The Bloomsbury Festival 2012 will take place on the weekend of the 20th October celebrating the cultural organisations, community groups, creative individuals and iconic institutions of this little-known corner of central London.
From dance to drama, poetry to performance, art to architecture and workshops to walks it’s already promising to be another exciting year with programming taking place across the whole area
Below are listed some exhibitions and talks celebrating some of the Institute's library and archive collections. For a full listing of events please explore: http://www.bloomsburyfestival.org.uk/
Exhibition: Ruth First's Extraordinary Life
Sat 20 Oct 11:00-17:00 at Senate House
Sun 21 Oct 11:00-16:00 at Senate House
Anti-apartheid activist Ruth First dedicated her life to “the liberation of Africa for I count myself an African, and there is no cause I hold dearer”. She was passionate about achieving justice in South Africa, but her perspective was international. First saw activism, solidarity work, research and writing as essential activities for a revolutionary. She was assassinated in 1982 by a letter bomb sent by the South African secret service. The Institute of Commonwealth Studies is digitising this extraordinary woman’s papers. This exhibition of Ruth First’s papers, photographs and archival material at Senate House offers an introduction to both First herself and her important works, which retain their relevance, especially in the light of recent democracy movements across northern Africa and beyond.
Talk: A Revolutionary Life
Sun 21 Oct 11:00-11:30 at Senate House
This talk introduces Ruth First and offers an insight into her multifaceted, revolutionary life as an international scholar, activist and writer, and wife and mother
Talk: Introduction to the Ruth First Archive
Sun 21 Oct 14:00-14:30 at Senate House
This talk will introduce the archive of Ruth First's collection of papers, included her collected writings, published journalism, correspondence and notes.
Talk: Ruth First and Bloomsbury
Sun 21 Oct 15:00-15:30 at Senate House
Following her arrest under the South African 90-day law, Ruth First was barred from her profession as a journalist; she went into exile and moved to London. This talk discusses First's intellectual associations with Bloomsbury.
Exhibition: Campaigning for Independence, Equality and Freedom
Sat 20 Oct 11:00-17:00 at Senate House
Sun 21 Oct 11:00-16:00 at Senate House
The political archives held in the Institute of Commonwealth Studies library encompass more than 270 boxes of political pamphlets, newsletters and posters from over 60 countries, mainly dating from the 1960s and 1970s, the period when many of these countries were making the transition to independence. The Southern African region is particularly well represented, with materials from an extraordinarily wide variety of different political parties, trade unions and pressure groups having been preserved. This exhibition reveals how these materials are used to convey different messages in different ways and provide an historical insight not found in official archives and records. Curated by Benjamin Coleman and David Clover.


Copy all lines below containing "from".
-------
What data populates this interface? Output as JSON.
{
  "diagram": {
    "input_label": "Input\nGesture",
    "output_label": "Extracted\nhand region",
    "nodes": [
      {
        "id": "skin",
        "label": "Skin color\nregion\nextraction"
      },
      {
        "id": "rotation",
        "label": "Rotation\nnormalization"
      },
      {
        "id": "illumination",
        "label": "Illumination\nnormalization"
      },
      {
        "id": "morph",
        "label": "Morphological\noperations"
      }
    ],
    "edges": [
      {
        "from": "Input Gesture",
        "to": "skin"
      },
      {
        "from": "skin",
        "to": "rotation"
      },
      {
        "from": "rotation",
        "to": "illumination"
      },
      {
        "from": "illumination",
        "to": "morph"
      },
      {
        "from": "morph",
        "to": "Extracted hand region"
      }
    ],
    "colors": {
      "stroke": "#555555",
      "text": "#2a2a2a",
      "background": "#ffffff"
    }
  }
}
-------
▶ [Written solution]
        "from": "Input Gesture",
        "from": "skin",
        "from": "rotation",
        "from": "illumination",
        "from": "morph",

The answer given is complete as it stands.